Postgraduate Research Archaeology Symposium

Acropolis Un/Interrupted: a visual biography

Vasko Démou – supervised by Dr Yannis Hamilakis

On the 4th of September 1904 Sigmund Freud visited the Acropolis of Athens. Atop the so-called ‘Sacred Rock’ he experienced a schizoid moment triggered by his encounter with the real – the authentic – Acropolis, and which, thirty-two years later, he tried to interpret in terms of a self-inflicted oedipal guilt-trip. Yet the Acropolis that he saw, seventy-odd years after the establishment of the modern Greek state, was in fact the result of a massive reconstructive project entailing the removal of all pre- and post-classical structures and material, and the restoration of the Periclean ruins. But the Acropolis has a long and turbulent biography spanning from the Late Neolithic (3000-2800 BCE) to the present, which has been significantly shortened by the aforementioned project for reasons particular to the historical circumstances of Greece at the time (nation-building requiring the establishment of an interrupted-yet-unbroken continuity between ancient and modern Greece).

Driven by a desire to fruitfully combine archaeology with contemporary art practice and with the conviction that it is the duty of the archaeologist to revisit the (distorted) narratives of the past, this paper sets out to tell the complete 5000-year old history of the Acropolis through an allusive visual presentation. Appropriating iconographic and textual material produced by archaeologists, artists, travellers, and visitors, it aspires to narrate not only the Acropolis’ life-history, but also tell the story of the construction of this life-history. In doing so, it inevitably addresses a number of broader issues implicated in this venture, such as authenticity, ownership of the (‘truth’ about the) past, and the ethics and poetics underlying the production of (academic) knowledge.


* **Your goal**:
Return each line exactly, beginning with the one that has "pyautogui.click(x=<x>, y=<y>)" and finishing with the final line of the material. Drop any pictures.

***

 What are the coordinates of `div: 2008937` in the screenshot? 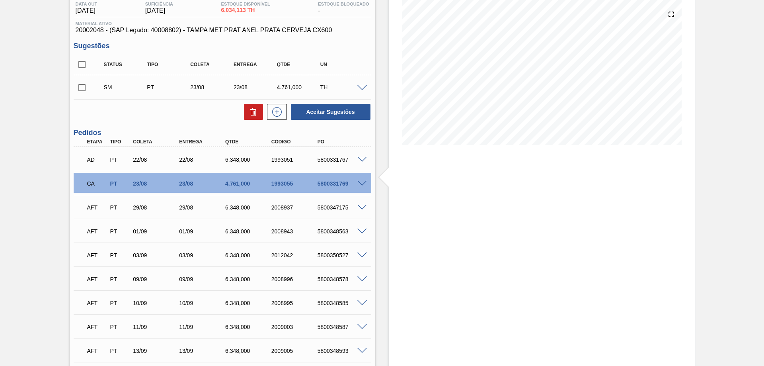 It's located at (295, 207).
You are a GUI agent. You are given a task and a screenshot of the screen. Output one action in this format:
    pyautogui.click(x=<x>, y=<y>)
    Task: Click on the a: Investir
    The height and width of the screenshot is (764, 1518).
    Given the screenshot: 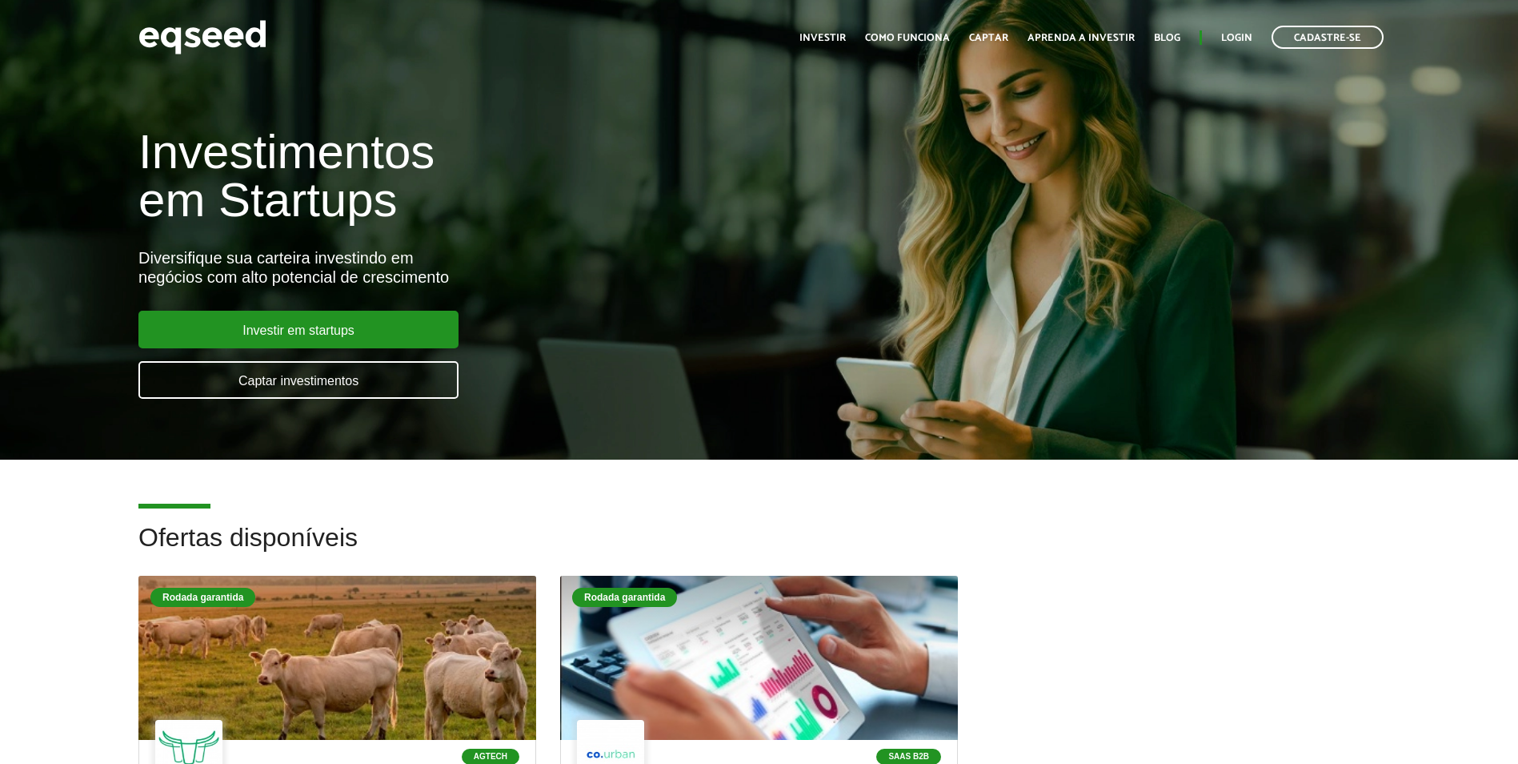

***

* **Exercise solution**:
    pyautogui.click(x=<x>, y=<y>)
    Task: Click on the a: Investir
    The height and width of the screenshot is (764, 1518).
    Given the screenshot: 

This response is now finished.